REVIEW: Nanci A. Smith — Untangling Your Marriage (BOOK)
Nanci A. Smith is a true writer, in part because of how she makes the insurmountable seem wholly attainable, thanks to some hard work, a good legal team, and a sense of proactive communication between both parties. With the release of Untangling Your Marriage: A Guide to Collaborative Divorce, she tackles a boogeyman most of us don’t think about until we’ve tied the knot. Divorce, sadly, remains a highly contentious topic — even by today’s standards. For someone, particularly with firsthand professional experience, to write a book that so justly and humanely addresses such taboos head-on, it’s a welcome relief from the proverbial beating around the bush many of Untangling Your Marriage’s literary peers suffer from.
INSTAGRAM: https://www.instagram.com/divorceuntangled/
“No hard and fast rules make you eligible for a collaborative divorce, except that you both need to be able to communicate with each other directly and follow through on basic assignments and agreements,” Smith writes. “It is important to screen yourselves honestly to ensure that this process will work for you. If you are a victim of domestic violence or if there is active, untreated addiction or other mental health issues, you want to be up front about those issues so the team can honestly assess whether we all agree that this process will be safe and effective.

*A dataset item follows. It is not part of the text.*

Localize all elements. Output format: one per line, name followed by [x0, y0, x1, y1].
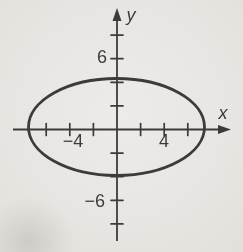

Serious mental health issues or prior domestic violence does not automatically disqualify a couple.” She adds, “If a serious personality disorder in one spouse will make reaching a negotiated resolution impossible, then collaborative divorce will not generally be an appropriate option. Otherwise, no matter how difficult your circumstances, a collaborative divorce should be an option to consider, because going to court often makes a difficult situation worse by setting up a public, adversarial battle of very private, challenging personal issues.”
Part of the clarity Smith brings to the process is how she switches between the hypothetical perspectives of clientele, then focuses on the subjective experience a divorce lawyer will have with respect to instituting the titular ‘Collaborative Divorce’ process in a legal and interpersonal set of milieus. “Before you do anything else (including telling your spouse that you want to divorce) consider the fact that if you call a divorce lawyer trained in the dark art of adversarial warfare, the risk is very real that things will go from bad to worse in a hurry. It also will cost a small fortune in attorney’s fees, and the interests of your children will likely get lost amid the turmoil,” she writes. “This is not because you or your spouse are bad or evil people (although sometimes it is), or that your spouse’s lawyer is a jerk (although sometimes he is).
AMAZON: https://www.amazon.com/Untangling-Your-Marriage-Collaborative-Divorce/dp/1538166895
Rather, it is in the nature of the adversarial divorce process and its failure to account for the grief you and everyone in your family and circle of friends are experiencing. In a traditional divorce model, we don’t acknowledge the grief involved in a divorce. We didn’t have healthy rituals to end a marriage or long-term relationship with dignity and mutual respect until collaborative divorce came along. Now we do…Grief, coupled with a process that makes you and your spouse adversaries, creates an environment where good people behave badly and everyone suffers, except the lawyers…stand up for yourself and your family (including your spouse) even though it feels uncomfortable and challenging…
Find the courage to say that you want an amicable, non-adversarial divorce where you and your spouse can emerge healthy and wholehearted, not bitter and resentful.”